Why girls with language problems get fewer school services than boys

Sex and Gender Differences in Language Impairment, Disability, and Service Receipt

['FUNDING_R01'] · FATHER FLANAGAN'S BOYS' HOME · NIH-11390946

This project looks at why girls with developmental language disorder often receive fewer school speech-language services than boys.

Quick facts

Phase['FUNDING_R01']
Study typeNih_funding
SexAll
SponsorFATHER FLANAGAN'S BOYS' HOME (nih funded)
Locations1 site (BOYS TOWN, UNITED STATES)
Trial IDNIH-11390946 on ClinicalTrials.gov

What this research studies

If your child has language difficulties, this work looks at whether girls are less likely than boys to get services and why. The team will analyze school records for more than 1.6 million children to map who receives services, when, and what types. They will also do detailed language and temperament testing in about 132 children with developmental language disorder to see if girls' behavior masks needs or if their needs differ. The project compares whether gaps come from fewer needs, later needs, different services, or missed needs due to gendered expectations.

Who could benefit from this research

Good fit: Ideal participants are school-aged children with developmental language disorder (and their families), and children whose school records are part of the dataset.

Not a fit: Adults without a history of childhood language impairment or children whose language problems are not related to developmental language disorder may not directly benefit.

Why it matters

Potential benefit: If successful, the findings could help schools identify girls with language impairments earlier and make sure they receive appropriate services.

How similar studies have performed: Previous research has documented service-rate differences and some temperament links, but combining nationwide school records with focused child testing is a relatively new and promising approach.

Where this research is happening

BOYS TOWN, UNITED STATES

Researchers

About this research

  1. This is an active NIH-funded research project — typically early-stage science, not a clinical trial accepting patient enrollment.
  2. Some NIH-funded labs run parallel clinical studies or seek volunteers for related work. To check, contact the principal investigator or institution listed above.
  3. For full project details, budget, and progress reports, visit the official NIH RePORTER page below.

View on NIH RePORTER →

Last reviewed 2026-05-15 by the Find a Trial editorial team. Information on this page is for educational purposes and is not medical advice. Always consult qualified healthcare professionals about clinical trial participation.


■ WORK INSTRUCTIONS ■
Where a record holds a picture, leave the picture out; otherwise repeat every record exactly.

[Spatial localization data]
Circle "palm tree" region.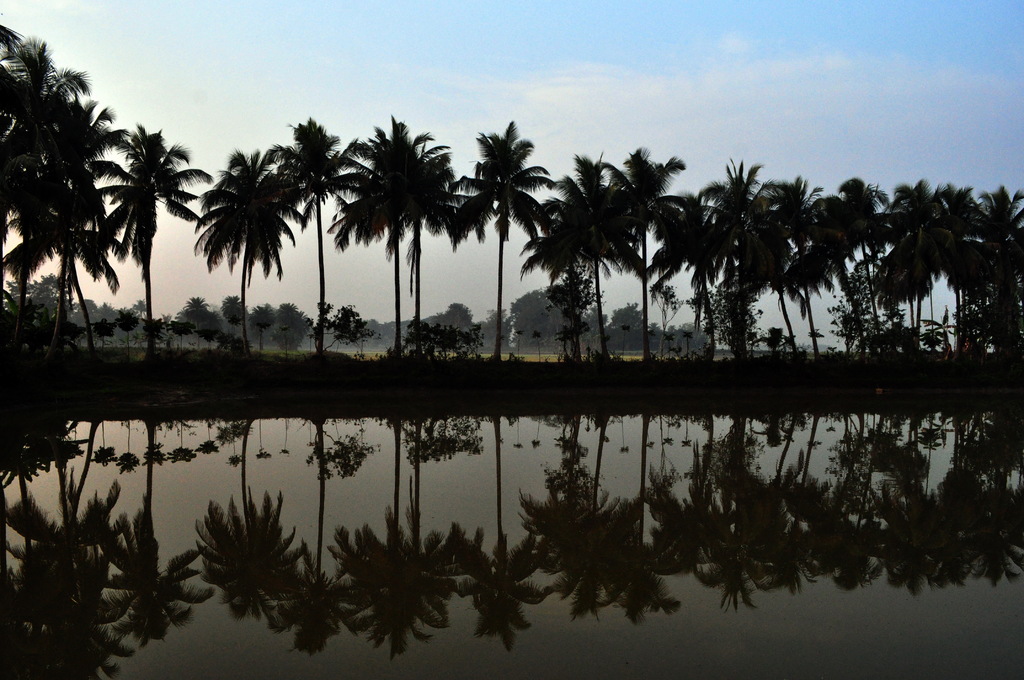
Region: bbox=[109, 113, 189, 335].
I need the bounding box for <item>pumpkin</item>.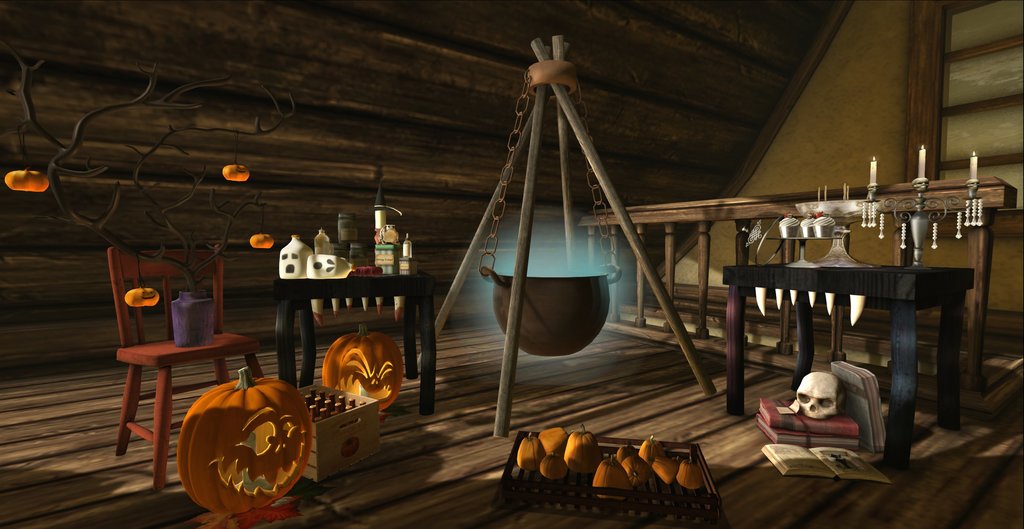
Here it is: l=4, t=166, r=51, b=193.
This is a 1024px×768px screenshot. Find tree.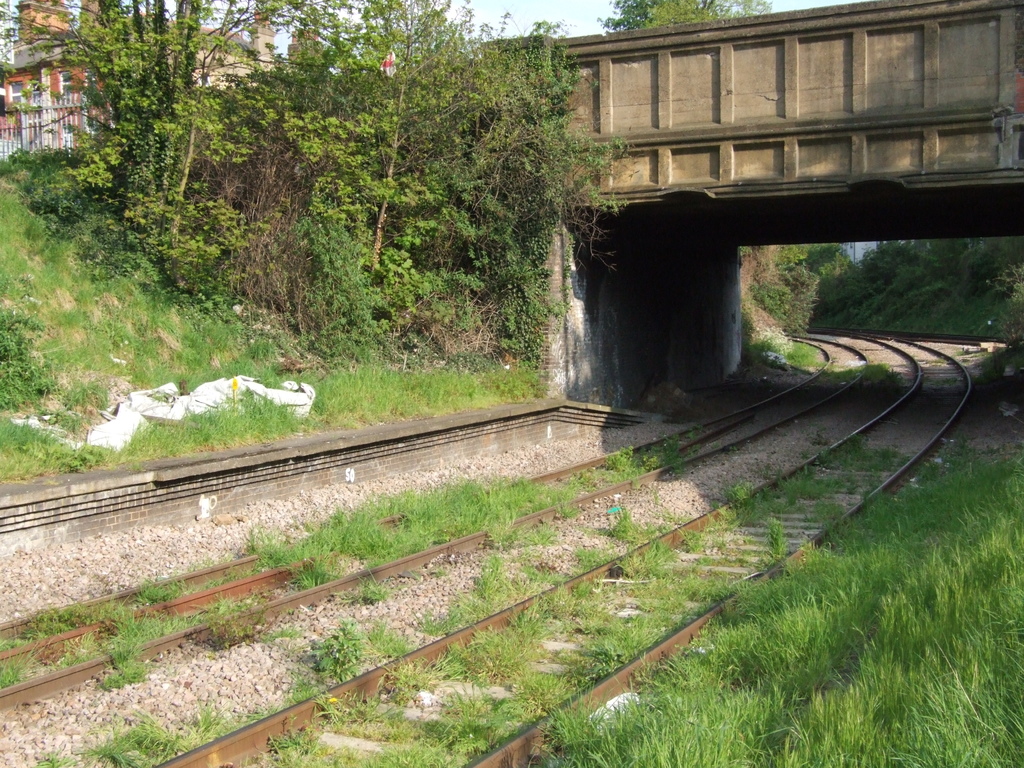
Bounding box: detection(599, 0, 784, 36).
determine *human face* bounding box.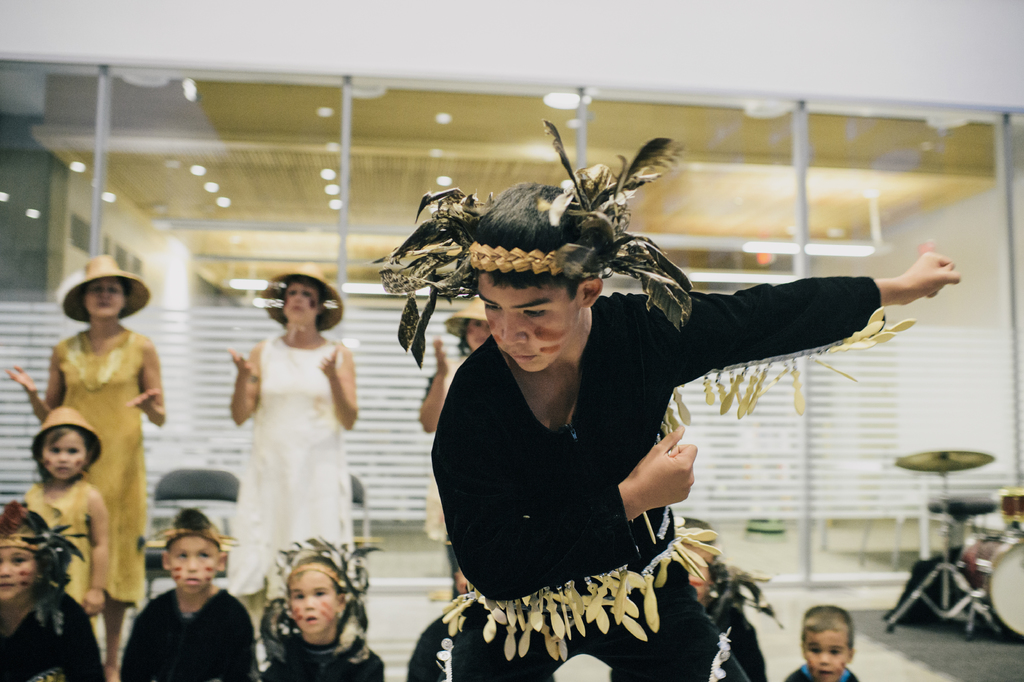
Determined: rect(38, 430, 87, 483).
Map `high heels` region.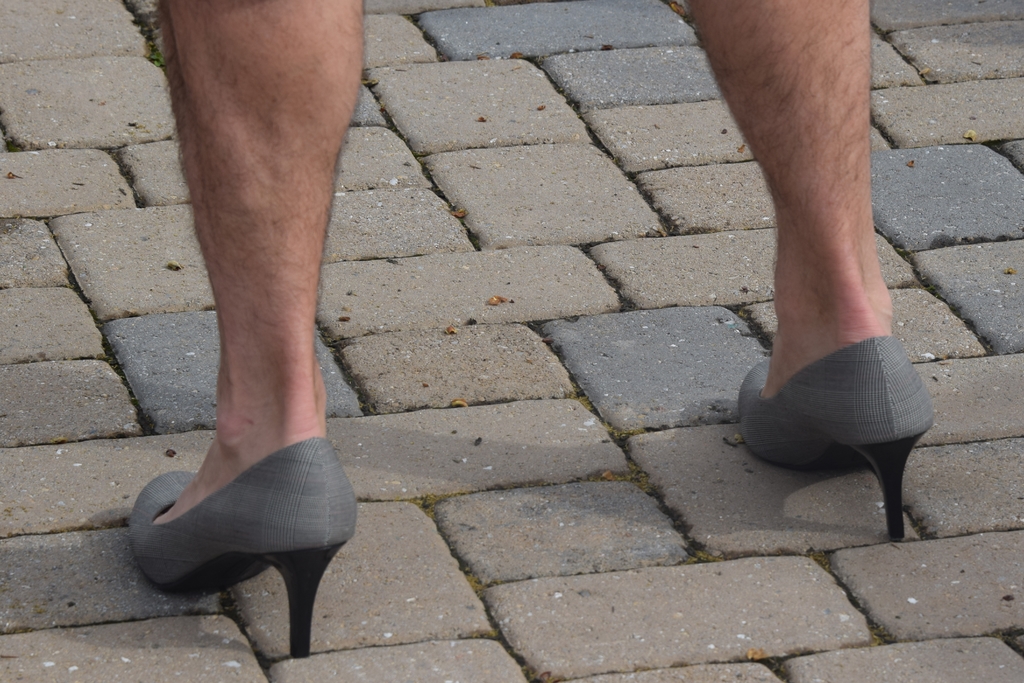
Mapped to left=733, top=336, right=935, bottom=546.
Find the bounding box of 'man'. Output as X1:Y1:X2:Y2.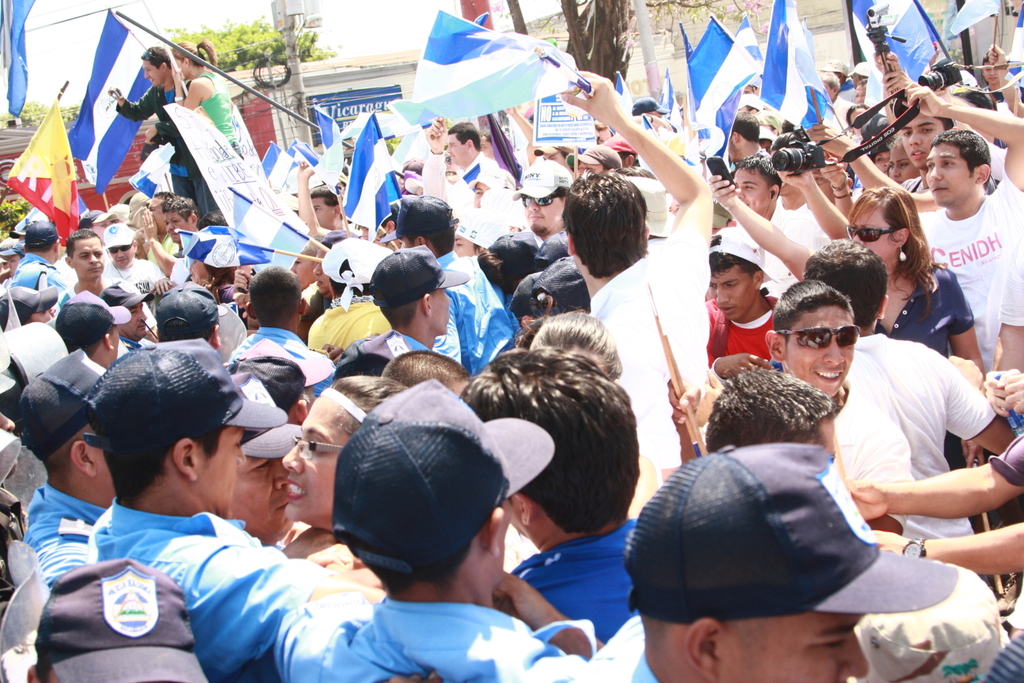
87:341:346:682.
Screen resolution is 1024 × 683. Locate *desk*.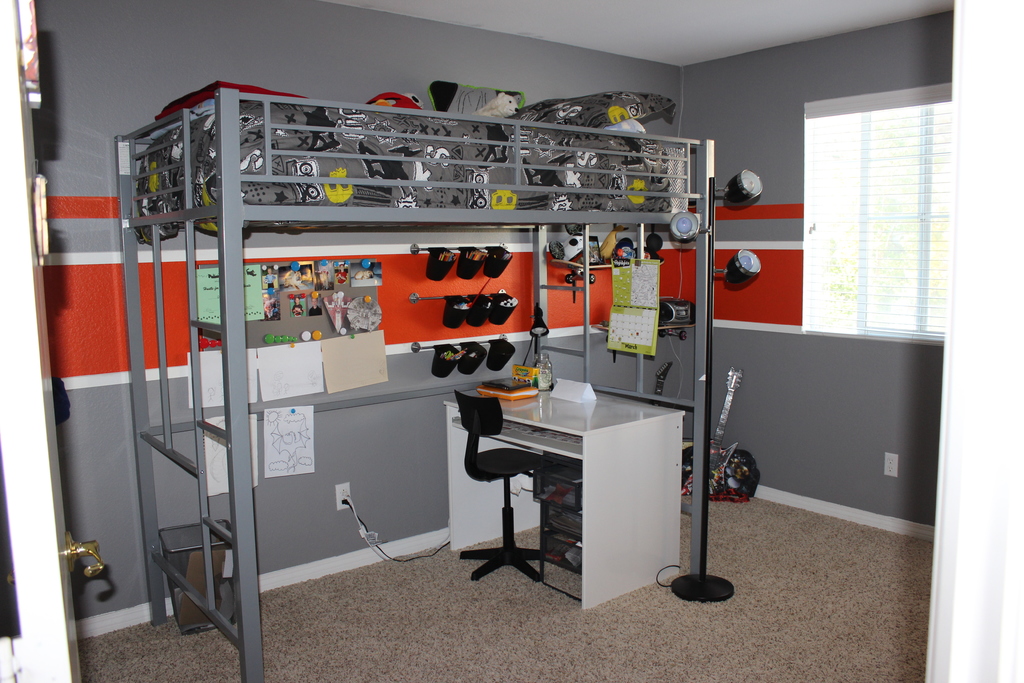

■ WRITTEN SOLUTION ■
Circle "palm tree" region.
Region: bbox=[109, 113, 189, 335].
I need the bounding box for <item>pumpkin</item>.
Here it is: l=4, t=166, r=51, b=193.
This is a 1024px×768px screenshot. Find tree.
Bounding box: detection(599, 0, 784, 36).
determine *human face* bounding box.
Determined: rect(38, 430, 87, 483).
Map `high heels` region.
Mapped to left=733, top=336, right=935, bottom=546.
Find the bounding box of 'man'. Output as X1:Y1:X2:Y2.
87:341:346:682.
Screen resolution is 1024 × 683. Locate *desk*.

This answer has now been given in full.